Alice Aux Pays Des Merveilles | PREMIUM ✭ |

What happens is Wonderland. The Mad Hatter’s tea party is the emotional core of the book. It is perpetual 6:00 PM—time has been frozen because the Hatter “murdered time” (literally, in the original text, he sang a song that offended Time). As a result, they are stuck in an endless, pointless ritual of moving around the table, washing cups that never get dirty, and asking riddles with no answers.

The genius of Carroll is that he offers no solution. There is no moral. There is no hero’s journey. There is only the girl who keeps walking, keeps eating the mushroom, keeps asking “Why?” even when why is a forbidden question.

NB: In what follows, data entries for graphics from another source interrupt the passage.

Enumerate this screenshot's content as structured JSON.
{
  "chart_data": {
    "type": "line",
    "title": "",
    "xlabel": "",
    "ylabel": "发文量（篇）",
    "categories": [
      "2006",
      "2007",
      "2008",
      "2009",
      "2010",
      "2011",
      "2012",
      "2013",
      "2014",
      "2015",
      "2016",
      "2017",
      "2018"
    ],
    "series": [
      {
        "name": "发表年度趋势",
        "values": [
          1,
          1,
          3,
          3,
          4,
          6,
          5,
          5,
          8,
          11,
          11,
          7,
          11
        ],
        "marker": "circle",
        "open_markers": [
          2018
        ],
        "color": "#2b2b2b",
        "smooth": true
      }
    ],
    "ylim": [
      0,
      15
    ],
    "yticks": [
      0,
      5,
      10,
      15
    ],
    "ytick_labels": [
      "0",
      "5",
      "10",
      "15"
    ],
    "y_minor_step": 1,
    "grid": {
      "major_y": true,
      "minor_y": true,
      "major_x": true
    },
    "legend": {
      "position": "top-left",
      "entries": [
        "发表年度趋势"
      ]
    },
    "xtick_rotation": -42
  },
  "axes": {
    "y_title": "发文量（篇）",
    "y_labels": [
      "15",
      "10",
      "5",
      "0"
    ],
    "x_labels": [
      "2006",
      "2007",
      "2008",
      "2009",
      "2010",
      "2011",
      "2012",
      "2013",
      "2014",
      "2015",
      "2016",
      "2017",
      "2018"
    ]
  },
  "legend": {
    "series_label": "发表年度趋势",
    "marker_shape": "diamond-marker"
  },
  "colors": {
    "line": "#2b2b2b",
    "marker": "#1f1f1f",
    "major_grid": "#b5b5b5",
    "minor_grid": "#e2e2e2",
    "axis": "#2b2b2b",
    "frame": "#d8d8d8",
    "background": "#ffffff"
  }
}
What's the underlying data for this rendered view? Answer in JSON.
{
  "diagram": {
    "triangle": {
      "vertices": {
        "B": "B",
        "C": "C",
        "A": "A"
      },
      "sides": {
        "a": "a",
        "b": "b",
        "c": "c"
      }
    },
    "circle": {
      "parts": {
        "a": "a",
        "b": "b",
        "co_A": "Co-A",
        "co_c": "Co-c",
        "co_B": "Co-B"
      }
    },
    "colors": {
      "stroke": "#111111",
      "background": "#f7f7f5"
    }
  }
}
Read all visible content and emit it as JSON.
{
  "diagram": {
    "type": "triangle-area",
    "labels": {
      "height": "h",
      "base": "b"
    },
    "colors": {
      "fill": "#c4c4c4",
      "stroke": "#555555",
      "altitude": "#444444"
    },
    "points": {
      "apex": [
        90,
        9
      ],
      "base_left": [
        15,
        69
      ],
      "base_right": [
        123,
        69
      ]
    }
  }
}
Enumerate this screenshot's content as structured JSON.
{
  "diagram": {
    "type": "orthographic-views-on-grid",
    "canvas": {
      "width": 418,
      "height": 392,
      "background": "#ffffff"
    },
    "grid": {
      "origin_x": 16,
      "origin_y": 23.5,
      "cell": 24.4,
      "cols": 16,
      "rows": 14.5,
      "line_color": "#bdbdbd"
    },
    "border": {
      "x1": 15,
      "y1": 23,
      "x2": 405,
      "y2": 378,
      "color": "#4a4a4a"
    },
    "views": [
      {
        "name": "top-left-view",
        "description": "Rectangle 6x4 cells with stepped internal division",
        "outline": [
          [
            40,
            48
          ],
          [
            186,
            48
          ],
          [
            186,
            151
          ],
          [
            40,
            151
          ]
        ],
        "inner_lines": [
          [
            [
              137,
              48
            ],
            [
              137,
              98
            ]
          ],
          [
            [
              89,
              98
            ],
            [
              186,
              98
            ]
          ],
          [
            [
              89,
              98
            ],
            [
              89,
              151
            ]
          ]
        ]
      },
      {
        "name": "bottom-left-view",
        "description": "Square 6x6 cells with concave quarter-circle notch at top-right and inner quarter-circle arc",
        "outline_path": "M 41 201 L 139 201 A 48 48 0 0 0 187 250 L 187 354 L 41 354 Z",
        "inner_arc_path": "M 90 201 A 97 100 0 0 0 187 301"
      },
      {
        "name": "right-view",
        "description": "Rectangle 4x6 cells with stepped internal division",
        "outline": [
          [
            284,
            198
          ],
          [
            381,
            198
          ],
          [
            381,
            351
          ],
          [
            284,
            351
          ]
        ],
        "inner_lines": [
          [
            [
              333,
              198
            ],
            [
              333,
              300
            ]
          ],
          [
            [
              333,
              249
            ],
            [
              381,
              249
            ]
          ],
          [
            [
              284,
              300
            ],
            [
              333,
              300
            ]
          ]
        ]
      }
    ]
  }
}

And perhaps that is the deepest truth of all. Growing up is not about learning the rules. It is about learning to live without them. It is about saying, eventually, like Alice: “You’re nothing but a pack of cards.” alice aux pays des merveilles

But Alice aux pays des merveilles —the original 1865 novel by Lewis Carroll (the pen name of Charles Lutwidge Dodgson) and its darker mirror, Through the Looking-Glass —is not merely a story. It is a philosophical crisis disguised as a dream. It is a terrifying, hilarious, and heartbreaking exploration of the moment a child realizes that the adult world makes no sense .

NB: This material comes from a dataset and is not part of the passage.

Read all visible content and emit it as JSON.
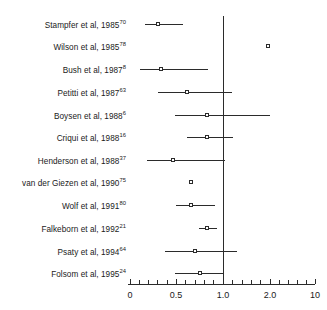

Alice is not a hero in the traditional sense. She never defeats a monster. She never learns a clear moral. What she does is far harder: she tries to maintain her identity in a world that refuses to acknowledge logic. “Who in the world am I?” Alice asks. “Ah, that’s the great puzzle.” What happens is Wonderland

This is the climax. It is not a battle of swords but of perception . The moment Alice realizes that the terror of Wonderland has no substance—that the Queen’s power exists only because everyone agrees to be afraid—she wakes up. Or rather, she un-dreams the dream.

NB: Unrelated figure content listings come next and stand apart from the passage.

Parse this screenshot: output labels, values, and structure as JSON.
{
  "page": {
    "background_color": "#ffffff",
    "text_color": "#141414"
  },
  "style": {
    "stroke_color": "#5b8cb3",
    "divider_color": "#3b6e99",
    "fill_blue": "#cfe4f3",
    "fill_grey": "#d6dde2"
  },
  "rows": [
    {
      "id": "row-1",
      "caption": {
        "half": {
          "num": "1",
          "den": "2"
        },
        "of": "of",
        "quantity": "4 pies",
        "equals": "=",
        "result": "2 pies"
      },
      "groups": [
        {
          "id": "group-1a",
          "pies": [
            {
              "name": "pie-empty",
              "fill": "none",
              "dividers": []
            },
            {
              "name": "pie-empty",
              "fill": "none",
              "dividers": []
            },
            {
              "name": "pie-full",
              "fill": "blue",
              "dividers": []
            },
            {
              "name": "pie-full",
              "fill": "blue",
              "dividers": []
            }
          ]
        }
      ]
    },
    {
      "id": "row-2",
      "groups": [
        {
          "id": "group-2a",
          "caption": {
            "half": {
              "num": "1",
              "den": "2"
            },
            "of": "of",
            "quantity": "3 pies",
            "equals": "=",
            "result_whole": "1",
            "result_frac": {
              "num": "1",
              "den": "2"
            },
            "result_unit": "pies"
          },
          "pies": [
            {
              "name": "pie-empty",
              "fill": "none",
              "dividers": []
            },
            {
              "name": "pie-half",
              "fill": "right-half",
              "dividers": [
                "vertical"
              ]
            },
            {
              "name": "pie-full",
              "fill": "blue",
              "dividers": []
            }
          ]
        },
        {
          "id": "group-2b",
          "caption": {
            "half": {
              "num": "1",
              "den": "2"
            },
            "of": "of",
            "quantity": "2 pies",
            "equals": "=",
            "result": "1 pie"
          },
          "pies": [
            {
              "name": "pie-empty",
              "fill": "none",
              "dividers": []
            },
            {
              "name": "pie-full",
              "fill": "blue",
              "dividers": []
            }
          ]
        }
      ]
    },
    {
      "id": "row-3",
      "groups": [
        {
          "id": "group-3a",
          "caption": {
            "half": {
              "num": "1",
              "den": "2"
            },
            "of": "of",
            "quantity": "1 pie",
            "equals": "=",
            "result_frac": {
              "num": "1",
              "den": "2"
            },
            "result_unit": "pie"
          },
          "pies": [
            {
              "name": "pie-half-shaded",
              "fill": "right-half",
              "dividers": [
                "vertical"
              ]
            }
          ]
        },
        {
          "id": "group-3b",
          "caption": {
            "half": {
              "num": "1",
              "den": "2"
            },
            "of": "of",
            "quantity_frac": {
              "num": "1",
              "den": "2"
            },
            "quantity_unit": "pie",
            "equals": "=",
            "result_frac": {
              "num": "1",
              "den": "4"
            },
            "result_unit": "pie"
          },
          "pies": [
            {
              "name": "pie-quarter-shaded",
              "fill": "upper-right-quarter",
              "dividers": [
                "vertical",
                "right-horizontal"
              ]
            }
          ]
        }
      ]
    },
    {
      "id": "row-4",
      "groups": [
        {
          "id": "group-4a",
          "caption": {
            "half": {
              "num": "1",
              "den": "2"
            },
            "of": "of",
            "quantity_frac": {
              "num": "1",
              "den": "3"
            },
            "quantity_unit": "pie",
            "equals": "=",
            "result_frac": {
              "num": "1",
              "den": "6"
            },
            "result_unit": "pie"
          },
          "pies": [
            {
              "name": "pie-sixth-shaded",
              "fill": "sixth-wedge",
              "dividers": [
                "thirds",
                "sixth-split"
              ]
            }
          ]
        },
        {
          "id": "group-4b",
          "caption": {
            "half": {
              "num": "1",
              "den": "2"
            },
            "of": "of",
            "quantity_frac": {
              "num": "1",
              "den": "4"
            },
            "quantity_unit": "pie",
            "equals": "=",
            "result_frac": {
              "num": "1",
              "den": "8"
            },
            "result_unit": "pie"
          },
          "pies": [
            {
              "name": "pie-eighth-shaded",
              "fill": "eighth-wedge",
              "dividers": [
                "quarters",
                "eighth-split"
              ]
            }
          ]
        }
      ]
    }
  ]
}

But here is the tragedy: waking up only returns her to the bank, to her sister, to the mundane world. And that world, Carroll implies, is just another kind of Wonderland. The rules are different, but no less arbitrary. The Queen wears a different crown, but she still demands heads. We love Alice in Wonderland not because it offers escape, but because it offers recognition . Every adult reading the book to a child feels a quiet shudder. We have all been Alice. We have all fallen into a job, a relationship, a political system, a family dynamic where the rules keep changing, where the authority figures are absurd, where our bodies feel the wrong size, and where no one will tell us the answer to the riddle. As a result, they are stuck in an

This is not whimsy. This is the texture of depression and existential dread. The Mad Hatter, the March Hare, and the Dormouse are not having fun; they are trapped . Their madness is a performance of exhaustion. They have given up on meaning, so they play word games. “Why is a raven like a writing desk?” has no answer—and that is the joke. The joke is that we spend our lives searching for connections where none exist.